At adrenarche many of these mechanisms would be reduced or inhibited. All the available evidence suggests that DHEA(S) has many powerful attenuating actions on cortisol, as well as direct actions on the brain which counter those of cortisol. The overall action of DHEA(S) would be to reduce the effects that adverse or malign events have on the developing brain. This is not to say that adversity has no psychological or neural consequences after adrenarche, but the evidence is clear that such events during early life represent an enhanced risk for later neural malfunction and psychological vulnerability to later adversity or challenges. It has to be recognised that much of the evidence supporting the ideas presented here is based on data from experiments on animals, extrapolated to humans, though it should also be noted that much fundamental neuroendocrinology that does apply to humans was discovered in the laboratory.

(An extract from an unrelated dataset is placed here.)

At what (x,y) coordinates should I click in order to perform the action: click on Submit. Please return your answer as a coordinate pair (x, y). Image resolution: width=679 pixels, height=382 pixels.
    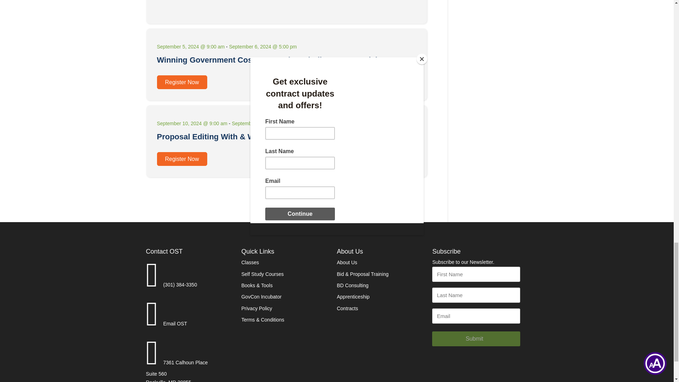
    Looking at the image, I should click on (476, 339).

The remarkable ability of the young child to learn new cognitive, social and motor skills has already been mentioned.325, 326 It is entirely possible that this might also be influenced by adrenarche. A period of relative stability, following the essential and rapid adaptation to the infant's new world would be advantageous. There is no doubt that rapid and accurate acquisition of these skills is an essential part of successful rearing. Accentuated sensitivity to adverse events is thus a downside of an important early neural ability that may also be limited by adrenarche. However, an adequate consideration of this aspect of adrenarche lies outside the scope of this paper. It should be noted that, in contrast to the notion presented here, DHEA(S) has been suggested to prolong neural plasticity during pre‐adolescence.73 However, plasticity is greatest during the immediate postnatal period, and the final stages of synaptic development occur in the early 20s, when DHEA(S) is at its highest levels.231, 327, 328
There has been little focus on the role of adrenarche in early neural sensitivity, and much further evidence needs to be obtained. The conjecture offered here is that the sequence of pre‐and post‐adrenarche has far‐reaching consequences for responses to environmental events during early life and therefore for later neural and mental function and the way the brain responds to additional challenges. It further suggests that the transition from pre‐adrenarche to adrenarche is a developmental critical neuroendocrine event that is as significant for neural function as the onset of puberty.
CONFLICT OF INTEREST STATEMENT
The author declares no conflicts of interest.